WARSAW, Poland (CNS) — As plans to establish an independent Ukrainian Orthodox Church encounter complaints from Russia, Catholic leaders hope ecumenical ties will not be affected.

Ecumenical Patriarch Bartholomew of Constantinople, who holds honorary primacy among the world’s 14 main Orthodox churches, plans to grant autocephaly, or independence, to Christians in Ukraine, many of whom have been linked to the Russian Orthodox Church’s Moscow Patriarchate. Calls for a single independent Ukrainian Orthodox Church intensified after Russia’s 2014 forced annexation of Crimea and military intervention in eastern Ukraine. In 2016, Ukrainian President Petro Poroshenko petitioned Istanbul-based Patriarch Bartholomew to grant the necessary “tomos of autocephaly.”

Some observers have cautioned that Catholic-Orthodox relations could be set back by inter-Orthodox feuding.

“When you’re in dialogue, it’s necessary to have some unity, so you know whose position is representative,” said Viktor Khroul, a Moscow University professor and former Catholic newspaper editor.

“This has been a problem in links between the Catholic Church, which is united and organized, and the Orthodox world, which lacks a common position on many issues. If inter-Orthodox disputes now deepen, ecumenical ties may also suffer,” he told Catholic News Service Sept. 30.

Khroul said Catholics in Ukraine already were having trouble organizing social and charitable projects, as rival Orthodox leaders refused to work together.

“The best stance for Catholics now, both individually and ecclesially, is to maintain their distance from each side, while praying these Orthodox conflicts will be healed in a spirit of unity, love and justice,” he said.

Marcin Przeciszewski, director of Poland’s Catholic Information Agency, KAI, said he still hoped Catholic-Orthodox contacts would not be affected permanently.

“While the Catholic Church and Vatican have been careful to avoid any involvement in inter-Orthodox disputes, ordinary Catholics naturally want Ukraine to be sovereign and know it won’t be, as long as part of its Orthodox church remains dependent on Moscow,” said Przeciszewski, an expert on Russian and Ukrainian affairs.

“But contacts with the Vatican are important for Russia’s position in the world, and it isn’t in anyone’s interests to break them off, especially when Pope Francis is showing such goodwill,” he added.

Orthodox Christians nominally make up 70 percent of Ukraine’s 44 million inhabitants and have been divided since the 1991 collapse of Soviet rule.

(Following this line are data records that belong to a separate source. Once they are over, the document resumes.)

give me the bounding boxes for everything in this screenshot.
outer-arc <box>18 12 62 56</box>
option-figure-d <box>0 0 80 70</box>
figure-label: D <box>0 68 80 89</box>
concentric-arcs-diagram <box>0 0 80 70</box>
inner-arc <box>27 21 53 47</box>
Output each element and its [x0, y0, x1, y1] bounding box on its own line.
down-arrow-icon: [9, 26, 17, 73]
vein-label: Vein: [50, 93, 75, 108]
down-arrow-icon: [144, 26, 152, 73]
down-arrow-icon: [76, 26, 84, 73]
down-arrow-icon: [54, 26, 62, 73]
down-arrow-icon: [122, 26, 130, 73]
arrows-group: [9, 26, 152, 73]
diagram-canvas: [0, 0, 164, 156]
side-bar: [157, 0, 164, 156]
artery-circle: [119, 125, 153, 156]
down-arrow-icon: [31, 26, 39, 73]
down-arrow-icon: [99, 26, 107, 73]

One church remains subject to Russia’s Moscow Patriarchate; the two breakaway churches, one with a patriarch in Kiev and one known as the Autocephalous Ukrainian Orthodox Church, have not been recognized by Orthodox leaders abroad.

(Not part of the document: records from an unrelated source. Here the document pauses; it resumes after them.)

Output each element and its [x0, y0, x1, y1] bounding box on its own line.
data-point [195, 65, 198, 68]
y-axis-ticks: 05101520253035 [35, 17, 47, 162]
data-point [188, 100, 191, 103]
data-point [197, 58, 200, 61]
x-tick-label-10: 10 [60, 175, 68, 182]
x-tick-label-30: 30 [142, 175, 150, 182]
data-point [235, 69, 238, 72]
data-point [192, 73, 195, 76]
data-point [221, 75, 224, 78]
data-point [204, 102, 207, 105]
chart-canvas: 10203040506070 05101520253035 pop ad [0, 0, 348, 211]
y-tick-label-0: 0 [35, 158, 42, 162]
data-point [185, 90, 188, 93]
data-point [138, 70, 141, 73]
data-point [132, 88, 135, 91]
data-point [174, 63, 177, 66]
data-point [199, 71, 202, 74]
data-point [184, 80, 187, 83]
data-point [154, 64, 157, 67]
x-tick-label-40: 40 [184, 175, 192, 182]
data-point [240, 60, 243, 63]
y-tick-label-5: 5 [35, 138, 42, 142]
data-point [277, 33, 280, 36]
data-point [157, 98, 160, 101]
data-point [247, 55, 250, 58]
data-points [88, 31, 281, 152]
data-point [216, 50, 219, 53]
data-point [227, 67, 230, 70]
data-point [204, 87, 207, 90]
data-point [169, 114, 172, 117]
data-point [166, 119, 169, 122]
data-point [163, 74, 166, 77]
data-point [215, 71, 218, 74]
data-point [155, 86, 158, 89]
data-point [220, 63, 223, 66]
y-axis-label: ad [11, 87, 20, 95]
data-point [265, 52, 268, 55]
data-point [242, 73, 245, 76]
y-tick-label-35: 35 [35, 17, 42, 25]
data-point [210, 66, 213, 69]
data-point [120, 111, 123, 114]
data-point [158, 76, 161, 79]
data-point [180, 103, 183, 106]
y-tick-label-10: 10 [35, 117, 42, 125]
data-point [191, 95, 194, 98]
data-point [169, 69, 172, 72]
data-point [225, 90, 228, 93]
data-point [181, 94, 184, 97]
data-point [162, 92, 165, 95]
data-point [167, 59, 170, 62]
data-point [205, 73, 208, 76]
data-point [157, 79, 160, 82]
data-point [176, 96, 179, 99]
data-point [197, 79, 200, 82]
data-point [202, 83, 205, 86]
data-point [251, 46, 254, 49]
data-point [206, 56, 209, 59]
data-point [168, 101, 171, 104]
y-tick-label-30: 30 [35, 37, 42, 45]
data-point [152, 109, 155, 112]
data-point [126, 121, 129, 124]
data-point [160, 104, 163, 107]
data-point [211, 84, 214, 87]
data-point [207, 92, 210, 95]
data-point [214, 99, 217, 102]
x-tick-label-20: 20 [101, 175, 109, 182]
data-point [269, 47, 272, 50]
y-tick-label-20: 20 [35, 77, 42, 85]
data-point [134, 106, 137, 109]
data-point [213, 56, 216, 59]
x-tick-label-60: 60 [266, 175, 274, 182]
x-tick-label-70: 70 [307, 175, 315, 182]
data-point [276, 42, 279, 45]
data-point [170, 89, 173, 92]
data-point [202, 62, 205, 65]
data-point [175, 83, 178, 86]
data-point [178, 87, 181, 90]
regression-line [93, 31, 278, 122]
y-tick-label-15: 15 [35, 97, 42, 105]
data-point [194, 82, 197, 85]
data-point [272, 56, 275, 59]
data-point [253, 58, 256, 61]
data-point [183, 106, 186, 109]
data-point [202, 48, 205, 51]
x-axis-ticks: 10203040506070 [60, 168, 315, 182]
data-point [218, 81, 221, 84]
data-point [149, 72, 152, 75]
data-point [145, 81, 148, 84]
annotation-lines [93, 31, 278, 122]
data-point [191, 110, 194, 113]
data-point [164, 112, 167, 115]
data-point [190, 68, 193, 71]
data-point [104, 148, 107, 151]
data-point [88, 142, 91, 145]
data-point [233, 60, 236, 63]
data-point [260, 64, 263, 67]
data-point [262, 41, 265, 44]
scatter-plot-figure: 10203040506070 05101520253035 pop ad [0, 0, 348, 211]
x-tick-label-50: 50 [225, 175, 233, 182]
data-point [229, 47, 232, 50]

Eastern and Roman Catholics account for a tenth of the population.

After Patriarch Bartholomew named two Orthodox bishops to supervise preparations for granting the Ukrainians independence, the Russian Orthodox Church cut ties with him and warned Patriarch Bartholomew he would forfeit his honorary Orthodox primacy if his “interfering activities” continued.

The head of inter-Christian relations for the Russian Catholic bishops’ conference, Bishop Cyryl Klimowicz of Irkutsk, told CNS Sept. 28 the inter-Orthodox dispute was a “political matter” of no concern to Russian Catholics.

The head of eastern relations with the Vatican’s Pontifical Council for Promoting Christian Unity, Dominican Father Hyacinthe Destivelle, declined a CNS request to comment on the controversy.